Tuesday, November 27, 2007

Living people who need living people are the luckiest living people in the world

The Durova bulldoza looks to be running out of gas, and I'm getting bored with the whole stink, anyway. So let's move on to something even more fabulous and fun...living people. In particular, living people with biographies on Wikipedia.

You may remember the Seigenthaler mess, and if you don't, anti-WP folks will gladly remind you. A direct result of the bad publicity was Wikipedia's policy on biographies of persons who have not yet stopped breathing. This policy implores WP editors: "We must get the article right." That sentence even includes a footnote to a Jimbo speech, so it's a Very Important Thing on WP.

The bottom line is that Wikipedia can't contain unflattering information about non-room-temperature individuals without loads of footnotes and references and links and documents and other stuff designed to keep the encyclopedia from getting sued. Frankly, I think the BLP policy, as it's usually acronymed, goes a little overboard sometimes, and I've said so on-wiki. For instance, the article on Crystal Gail Mangum got deleted because WP apparently has to be real, real nice to fantasists who almost ruined the lives of innocent people.

But by and large, I can see the need for extra caution on these articles. A pleasant example for me is the entry on Terry Teachout, an arts critic and blogger. I wrote the original article on Terry and I've updated it now and then. Terry occasionally drops by the article and updates it himself. For some reason that's supposedly a no-no on Wikipedia, though Terry begs to differ.

I also don't understand why still-sentient persons can't edit their own articles on Wikipedia. If they make good edits, fine. If they make bad edits, fix 'em. And you could say the same about any other editor.

The reason that this entry is pleasant for me is that Terry once publicly thanked moi for fixing some crude vandalism to the article. He didn't mention my name, but I preferred it that way. The incident was tiny, but it reminded me that there are real people out there behind those Wikipedia entries. And if I do a decent job, I might even get a thank-you note once in a while. And if I don't do a decent job....well, I'll stay as decent as I can.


## What this task involves
Your answer must be the records below, repeated exactly, with every picture left out.

## Data
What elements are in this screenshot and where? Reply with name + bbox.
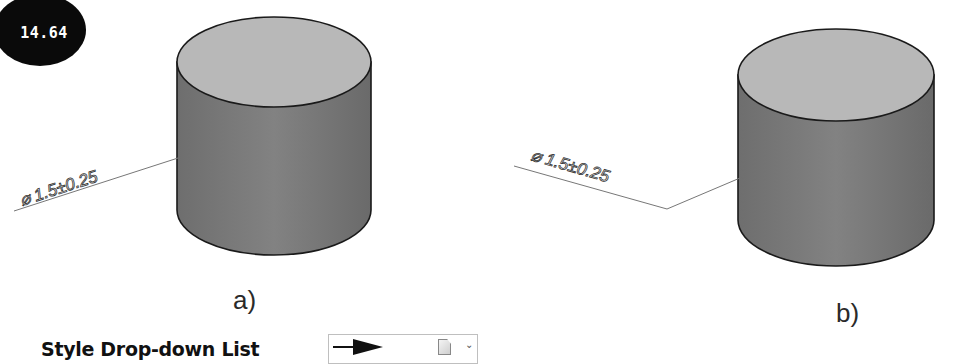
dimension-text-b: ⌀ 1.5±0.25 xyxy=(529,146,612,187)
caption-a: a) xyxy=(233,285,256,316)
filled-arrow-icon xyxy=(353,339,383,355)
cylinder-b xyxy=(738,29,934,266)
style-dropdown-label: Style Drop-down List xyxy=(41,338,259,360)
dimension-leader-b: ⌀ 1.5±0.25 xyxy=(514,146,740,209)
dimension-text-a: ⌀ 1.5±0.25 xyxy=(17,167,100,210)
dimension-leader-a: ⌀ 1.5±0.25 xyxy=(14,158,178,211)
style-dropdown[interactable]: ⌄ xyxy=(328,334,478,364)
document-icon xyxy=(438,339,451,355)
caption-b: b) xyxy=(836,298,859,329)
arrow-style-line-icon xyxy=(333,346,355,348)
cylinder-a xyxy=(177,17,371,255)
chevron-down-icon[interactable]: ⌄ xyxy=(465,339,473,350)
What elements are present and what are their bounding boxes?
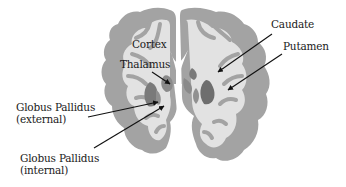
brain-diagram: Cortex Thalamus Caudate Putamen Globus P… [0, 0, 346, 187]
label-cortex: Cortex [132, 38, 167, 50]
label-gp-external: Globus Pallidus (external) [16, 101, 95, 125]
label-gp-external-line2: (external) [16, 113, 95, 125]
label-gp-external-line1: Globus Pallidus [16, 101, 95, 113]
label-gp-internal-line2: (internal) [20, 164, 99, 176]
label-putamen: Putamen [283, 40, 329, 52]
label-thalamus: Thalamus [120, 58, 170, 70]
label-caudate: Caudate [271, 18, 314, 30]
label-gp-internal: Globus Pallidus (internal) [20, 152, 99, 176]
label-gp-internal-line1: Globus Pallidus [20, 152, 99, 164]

## Result
What elements are in this screenshot and where? Reply with name + bbox.
dimension-text-b: ⌀ 1.5±0.25 xyxy=(529,146,612,187)
caption-a: a) xyxy=(233,285,256,316)
filled-arrow-icon xyxy=(353,339,383,355)
cylinder-b xyxy=(738,29,934,266)
style-dropdown-label: Style Drop-down List xyxy=(41,338,259,360)
dimension-leader-b: ⌀ 1.5±0.25 xyxy=(514,146,740,209)
dimension-text-a: ⌀ 1.5±0.25 xyxy=(17,167,100,210)
dimension-leader-a: ⌀ 1.5±0.25 xyxy=(14,158,178,211)
style-dropdown[interactable]: ⌄ xyxy=(328,334,478,364)
document-icon xyxy=(438,339,451,355)
caption-b: b) xyxy=(836,298,859,329)
arrow-style-line-icon xyxy=(333,346,355,348)
cylinder-a xyxy=(177,17,371,255)
chevron-down-icon[interactable]: ⌄ xyxy=(465,339,473,350)
What elements are present and what are their bounding boxes?
brain-diagram: Cortex Thalamus Caudate Putamen Globus P… [0, 0, 346, 187]
label-cortex: Cortex [132, 38, 167, 50]
label-gp-external: Globus Pallidus (external) [16, 101, 95, 125]
label-gp-external-line2: (external) [16, 113, 95, 125]
label-gp-external-line1: Globus Pallidus [16, 101, 95, 113]
label-gp-internal-line2: (internal) [20, 164, 99, 176]
label-putamen: Putamen [283, 40, 329, 52]
label-thalamus: Thalamus [120, 58, 170, 70]
label-caudate: Caudate [271, 18, 314, 30]
label-gp-internal: Globus Pallidus (internal) [20, 152, 99, 176]
label-gp-internal-line1: Globus Pallidus [20, 152, 99, 164]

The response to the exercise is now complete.